Who has won the most Australian Opens? What have been the longest matches at the Australian Open? How about the youngest winners of the title ever?
If you've ever wondered about the answers to those questions, fret not.
Ahead of the 2023 Australian Open main draw in Melbourne from 16–29 January, we take a look at some of the stats and records associated with the year's first tennis major.
(Stats are accurate prior to the 2023 Australian Open.)
Most title wins at the Australian Open
The Open Era in professional tennis didn't begin until the late 1960s. Including events before this, when only amateur players could compete, Aussie legend Margaret Court holds the record for most Australian Open titles with a whopping 23 crowns.
Those 23 are split across women's singles (11), women's doubles (8), and mixed doubles (4) – although only four of her 11 singles titles came in the Open Era.
Counting only Open Era wins, Martina Navratilova leads the way with 12 – three in women's singles, eight in women's doubles, and one in mixed doubles.
The most successful women's singles player in the Open Era is Serena Williams, who has won seven of her eight finals at the Australian Open. In doubles, Navratilova holds the women's doubles Open Era record, while the Bryan brothers Bob and Mike (6) lead the way in men's doubles.
Novak Djokovic is the men's singles record holder for most titles, having won nine (and lost none of his finals, with a 100 per cent win record in finals). His career Australian Open win-loss mark is 82–8, a 91 per cent winning rate – his best win/loss percentage across the four Grand Slams.
Most losses in singles finals at the Australian Open
Okay, so those are the winners – but what about the runners-up? Perhaps the unluckiest player in Melbourne has been Britain's Andy Murray, who holds a career 0–5 record in Aussie Open finals.
Australia's John Bromwich also lost five finals before the Open Era, but he did win two, meaning he at least tasted some success at his national championships.
Chris Evert reached six women's singles finals, winning two. But her four defeats in the championship game are the most in the Open Era, with Thelma Coyne Long also holding a 2–4 record in finals from before this period.
Australian Open champions: the debutants, the surprises, the youngest and the oldest
Let's take a look into the champions. We've heard about the most successful winners, but let's dive deeper and find out more.
There have been three unseeded singles champions at the Australian Open in the Open Era – Mark Edmonson claimed the men's title in 1976 before Chris O'Neil took the women's crown two years later.
More recently, Serena Williams – having missed most of the 2006 season through depression and falling to a low of world number 139 – entered the 2007 Australian Open ranked in the 80s and therefore was unseeded. However, she made it all the way to the final and dropped only three games in the championship match.
In the Open Era, four players have won the Australian Open in their first appearance at the tournament.
Virginia Wade was the first to do so in 1972, before Barbara Jordan repeated the feat seven years later. Monica Seles in 1991 is the most recent woman to have done so, while Andre Agassi is the only man to have won the title on tournament debut, achieving the feat in 1995.
And finally, let's take a look at the youngest and oldest singles champions. Martina Hingis holds the record for the youngest Grand Slam champion in the Open Era, having been 16 years 117 days old when she triumphed at the 1997 Australian Open.
Stefan Edberg holds the Open Era record at the Australian Open, aged 19 years 324 days when he won in 1985. However, Australia's Ken Rosewall was 18 years old when he won the national championships – the Open's predecessor tournament – in 1953.
Rosewall is also the oldest champion, having won the 1972 crown in the Open Era aged 37. Serena Williams' 2017 victory aged 35 makes her the oldest champion in women's singles.
What's the longest match played at the Australian Open?
There are two main ways of measuring match length – number of games or by match duration. However, the introduction of tiebreakers has made some of the older records impossible to be broken.
So, measuring by time played, what's the record? It's the 2012 men's singles final between Novak Djokovic and Rafael Nadal, which comes in at a whopping 5 hours 53 minutes.
Djokovic won that duel 5–7 6–4 6–2 6–7(5) 7–5 – a clash that also stands as the longest Grand Slam final by time.
The women's singles record stands at 4 hours 44 minutes in a first-round match between Francesca Schiavone and Svetlana Kuznetsova in 2011.
Before deciding sets were forced to be decided by tiebreaker, Schiavone and Kuznetsova played 30 games in the third set before Italy's Schiavone triumphed 6–4 1–6 16–14.
That match is also the longest women's Grand Slam match in the Open Era.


Work instruction:
Every record should be copied exactly, except that pictures are to be omitted.

─── Provided data ───

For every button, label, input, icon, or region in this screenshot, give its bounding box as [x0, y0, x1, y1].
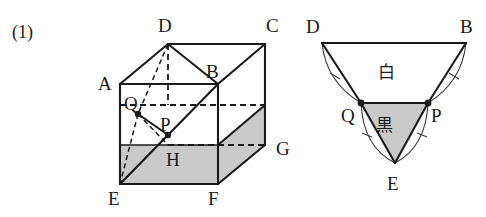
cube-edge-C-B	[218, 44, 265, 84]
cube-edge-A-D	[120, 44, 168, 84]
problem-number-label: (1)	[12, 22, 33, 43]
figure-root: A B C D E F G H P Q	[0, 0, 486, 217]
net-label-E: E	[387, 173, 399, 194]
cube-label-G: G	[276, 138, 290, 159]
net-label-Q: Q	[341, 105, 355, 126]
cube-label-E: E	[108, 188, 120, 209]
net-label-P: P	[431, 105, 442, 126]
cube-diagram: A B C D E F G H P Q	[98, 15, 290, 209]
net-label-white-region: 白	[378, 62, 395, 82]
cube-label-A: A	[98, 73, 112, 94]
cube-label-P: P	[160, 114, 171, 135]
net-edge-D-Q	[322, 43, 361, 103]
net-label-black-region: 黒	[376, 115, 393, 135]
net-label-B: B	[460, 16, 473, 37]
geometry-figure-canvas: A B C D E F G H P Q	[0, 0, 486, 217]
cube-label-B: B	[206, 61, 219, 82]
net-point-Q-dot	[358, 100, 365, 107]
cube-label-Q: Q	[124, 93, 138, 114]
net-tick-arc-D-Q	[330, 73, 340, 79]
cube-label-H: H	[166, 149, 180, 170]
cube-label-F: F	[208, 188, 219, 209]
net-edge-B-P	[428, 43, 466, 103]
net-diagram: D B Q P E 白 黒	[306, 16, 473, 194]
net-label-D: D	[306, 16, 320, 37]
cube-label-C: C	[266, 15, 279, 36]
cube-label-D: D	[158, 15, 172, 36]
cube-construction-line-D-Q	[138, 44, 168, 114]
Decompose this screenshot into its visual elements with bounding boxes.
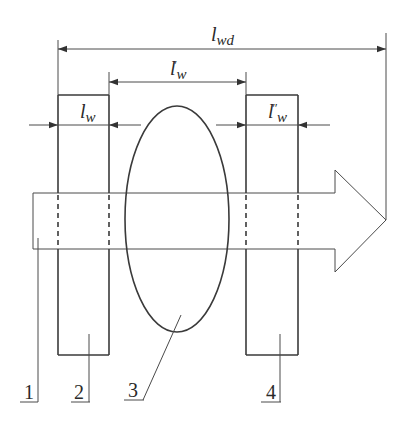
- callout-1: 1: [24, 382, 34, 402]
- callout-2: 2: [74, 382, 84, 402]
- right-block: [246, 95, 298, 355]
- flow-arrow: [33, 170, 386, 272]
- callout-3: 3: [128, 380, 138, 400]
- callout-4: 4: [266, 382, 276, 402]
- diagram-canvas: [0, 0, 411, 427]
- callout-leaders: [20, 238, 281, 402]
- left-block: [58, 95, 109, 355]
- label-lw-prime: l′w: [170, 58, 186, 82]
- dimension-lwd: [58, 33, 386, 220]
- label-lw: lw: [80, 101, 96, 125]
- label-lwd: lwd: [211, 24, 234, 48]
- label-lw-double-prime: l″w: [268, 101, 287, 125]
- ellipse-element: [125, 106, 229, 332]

───

Response area:
For every button, label, input, icon, or region in this screenshot, give its bounding box as [x0, y0, x1, y1].
cube-edge-C-B	[218, 44, 265, 84]
cube-edge-A-D	[120, 44, 168, 84]
problem-number-label: (1)	[12, 22, 33, 43]
figure-root: A B C D E F G H P Q	[0, 0, 486, 217]
net-label-E: E	[387, 173, 399, 194]
cube-label-G: G	[276, 138, 290, 159]
net-label-Q: Q	[341, 105, 355, 126]
cube-label-E: E	[108, 188, 120, 209]
net-label-P: P	[431, 105, 442, 126]
cube-diagram: A B C D E F G H P Q	[98, 15, 290, 209]
net-label-white-region: 白	[378, 62, 395, 82]
cube-label-A: A	[98, 73, 112, 94]
cube-label-P: P	[160, 114, 171, 135]
net-edge-D-Q	[322, 43, 361, 103]
net-label-black-region: 黒	[376, 115, 393, 135]
net-label-B: B	[460, 16, 473, 37]
geometry-figure-canvas: A B C D E F G H P Q	[0, 0, 486, 217]
cube-label-B: B	[206, 61, 219, 82]
net-point-Q-dot	[358, 100, 365, 107]
cube-label-Q: Q	[124, 93, 138, 114]
net-tick-arc-D-Q	[330, 73, 340, 79]
cube-label-H: H	[166, 149, 180, 170]
cube-label-F: F	[208, 188, 219, 209]
net-edge-B-P	[428, 43, 466, 103]
net-diagram: D B Q P E 白 黒	[306, 16, 473, 194]
net-label-D: D	[306, 16, 320, 37]
cube-label-C: C	[266, 15, 279, 36]
cube-label-D: D	[158, 15, 172, 36]
cube-construction-line-D-Q	[138, 44, 168, 114]
Decompose this screenshot into its visual elements with bounding boxes.
- callout-1: 1: [24, 382, 34, 402]
- callout-2: 2: [74, 382, 84, 402]
- right-block: [246, 95, 298, 355]
- flow-arrow: [33, 170, 386, 272]
- callout-3: 3: [128, 380, 138, 400]
- callout-4: 4: [266, 382, 276, 402]
- diagram-canvas: [0, 0, 411, 427]
- callout-leaders: [20, 238, 281, 402]
- left-block: [58, 95, 109, 355]
- label-lw-prime: l′w: [170, 58, 186, 82]
- dimension-lwd: [58, 33, 386, 220]
- label-lw: lw: [80, 101, 96, 125]
- label-lwd: lwd: [211, 24, 234, 48]
- label-lw-double-prime: l″w: [268, 101, 287, 125]
- ellipse-element: [125, 106, 229, 332]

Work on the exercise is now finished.